Eating Green at 1 Hotels
I got a chance to talk to Scott Koranda, executive chef at Terrene, the farm-to-table restaurant at 1 Hotel San Francisco. He told me that getting to 90 percent waste diversion -- meaning keeping 90 percent of what comes out of the kitchen out of landfills -- wasn’t that hard, between eliminating single-use plastics and instituting a strong composting program. Plate scrapings are handled by a company that converts that amalgamated organic matter into … well, he was a bit vague about the details of what that company might actually do with the stuff.
The next few percentage points get harder, he said. He tried out a plastic film made of recycled material, for instance, but the cooks inevitably kept using the old one made of virgin plastic because it performed better.
He’s having better luck at making the kitchen greener with a new cooking oil, one derived from the leaves of sugar cane, essentially finding value in an industrial byproduct that currently goes to waste. It’s far more sustainable than growing a crop, like soy or canola, to produce frying or sauteing oil.
The night before I talked to Koranda I’d had a wonderful meal at Terrene, the plates loaded with produce grown within 50 miles of the restaurant, he said, sweetened with honey from the apiary up on the roof, and garnished with herbs you can see from those awesome stone tubs outside the spa. (Amazing carrots. Seriously.) Had I eaten anything using that sugar-cane-leaf oil, I asked?
The scallops were seared in it, he told me.

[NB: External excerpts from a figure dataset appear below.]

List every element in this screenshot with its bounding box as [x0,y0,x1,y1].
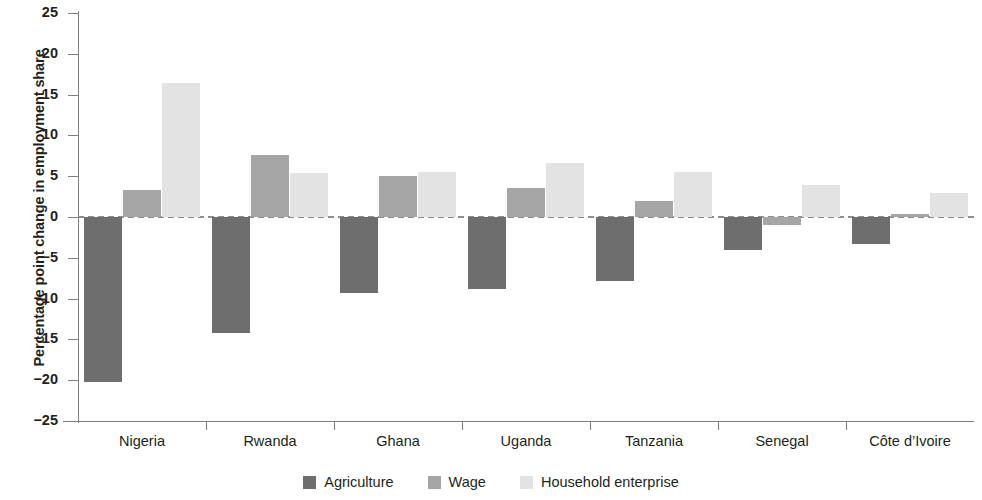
bar-chart: Percentage point change in employment sh… [0,0,982,500]
legend-item-household[interactable]: Household enterprise [520,474,679,490]
x-axis-category-label: Uganda [462,433,590,449]
y-axis-tick [68,135,78,136]
x-axis-category-separator [206,421,207,430]
y-axis-tick [68,258,78,259]
y-axis-tick [68,54,78,55]
bar-group [718,13,846,421]
y-axis-tick-label: 25 [6,5,58,20]
x-axis-category-label: Côte d’Ivoire [846,433,974,449]
y-axis-tick [68,421,78,422]
legend-swatch-icon [303,476,316,489]
y-axis-tick-label: −10 [6,291,58,306]
x-axis-category-label: Tanzania [590,433,718,449]
y-axis-tick-label: −25 [6,413,58,428]
y-axis-tick-label: 5 [6,168,58,183]
x-axis-category-separator [846,421,847,430]
y-axis-tick-label: 20 [6,46,58,61]
y-axis-tick-label: −5 [6,250,58,265]
bar-agriculture-tanzania[interactable] [596,217,634,281]
y-axis-tick-label: −20 [6,372,58,387]
bar-household-enterprise-rwanda[interactable] [290,173,328,217]
x-axis-category-separator [718,421,719,430]
legend-item-label: Agriculture [324,474,393,490]
y-axis-tick [68,176,78,177]
bar-household-enterprise-uganda[interactable] [546,163,584,217]
y-axis-tick [68,95,78,96]
bar-group [590,13,718,421]
bar-wage-ghana[interactable] [379,176,417,217]
legend-swatch-icon [428,476,441,489]
y-axis-tick [68,217,78,218]
bar-group [846,13,974,421]
x-axis-category-label: Senegal [718,433,846,449]
bar-agriculture-uganda[interactable] [468,217,506,289]
bar-wage-uganda[interactable] [507,188,545,217]
bar-group [206,13,334,421]
y-axis-tick-label: −15 [6,331,58,346]
bar-group [334,13,462,421]
bar-agriculture-ghana[interactable] [340,217,378,293]
x-axis-category-label: Rwanda [206,433,334,449]
bar-agriculture-senegal[interactable] [724,217,762,250]
y-axis-tick [68,380,78,381]
bar-agriculture-nigeria[interactable] [84,217,122,382]
bar-wage-tanzania[interactable] [635,201,673,217]
x-axis-category-separator [462,421,463,430]
y-axis-tick [68,339,78,340]
x-axis-category-label: Ghana [334,433,462,449]
bar-group [462,13,590,421]
legend-item-agriculture[interactable]: Agriculture [303,474,393,490]
y-axis-tick-label: 10 [6,127,58,142]
y-axis-tick [68,299,78,300]
bar-group [78,13,206,421]
bar-household-enterprise-nigeria[interactable] [162,83,200,217]
legend-item-label: Household enterprise [541,474,679,490]
bar-household-enterprise-c-te-d-ivoire[interactable] [930,193,968,217]
bar-household-enterprise-senegal[interactable] [802,185,840,217]
legend-item-label: Wage [449,474,486,490]
x-axis-category-separator [334,421,335,430]
bar-wage-c-te-d-ivoire[interactable] [891,214,929,217]
bar-household-enterprise-ghana[interactable] [418,172,456,217]
bar-agriculture-c-te-d-ivoire[interactable] [852,217,890,244]
bar-wage-rwanda[interactable] [251,155,289,217]
chart-legend: AgricultureWageHousehold enterprise [0,474,982,490]
bar-wage-nigeria[interactable] [123,190,161,217]
x-axis-line [63,421,974,422]
y-axis-tick-label: 0 [6,209,58,224]
x-axis-category-label: Nigeria [78,433,206,449]
bar-wage-senegal[interactable] [763,217,801,225]
bar-agriculture-rwanda[interactable] [212,217,250,333]
y-axis-tick-label: 15 [6,87,58,102]
legend-item-wage[interactable]: Wage [428,474,486,490]
x-axis-category-separator [590,421,591,430]
y-axis-tick [68,13,78,14]
bar-household-enterprise-tanzania[interactable] [674,172,712,217]
legend-swatch-icon [520,476,533,489]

They were cooked perfectly.
And, consistent with the 1 Hotels approach, I had no idea I was participating in a leading-edge green initiative. I was just enjoying the food.
It’s the Little Things
Throughout our stay, I kept coming back to those small touches that made our cushy visit so full of tiny green moments.
The rooms have no reusable plastic and virtually no paper. Instead of a notepad and pen, there’s a slate and chalk. (Cute, but I had nothing to write.) The door key is made out of wood. (I have no idea how they do that.) Instead of a mini-bar price list, there’s an app. (The 1 Hotel app does everything. You can adjust the room’s temperature with it. Or use it as your room key. Or reserve one of its Rad-Power e-bikes.)
And there’s no “Do not disturb” door-hanger. There’s just a rock that on one side reads “Not now.” The other side reads “Now.” You leave it on a little shelf along the vertical living wall of greenery just outside your door.
This “Now” rock comes in handy, since the only time you get service at 1 Hotels is when you ask for it. This is by design, another way to avoid wasted resources.
But when we did want service, I’ve got to say, it was there, and fast. Frankly, picking up the phone was easier. Room service came promptly. Our check-out question was answered immediately. 1 Hotel San Francisco has earned a Michelin Key.
1 Hotels’ Barry Steinlicht said we have an impact on nature, and nature has an impact on us. I came away from our visits feeling pampered, yes, but good about having had a small impact on nature. And I think 1 Hotels may have had an impact on me.
I actually was thinking about getting one of those little egg timers for my shower at home. I found one on Amazon for $6.99. But it’s plastic, and made in China. Way too big of a carbon footprint.
Eat This Tip
There are 1 Hotels in 11 locations, including Brooklyn, South Beach, Nashville, Hawaii, and other domestic destinations. International places include Mayfair, London; Melbourne, Australia; and Sanya, China. They’re expensive, usually $400 to $1,000. The best deals: Nashville, where you may be able to snag a standard room for $250.
Thanks for staying at and reviewing one of the hotels in this chain (mini-chain?). I want to stay there! The details like the shower timer and water in the hallway with glasses made from old wine bottles are a nice touch. It is great that they are making efforts to reduce and reuse food waste as well. I love reading about hotels and inns that are also making good efforts to be environmental stewards.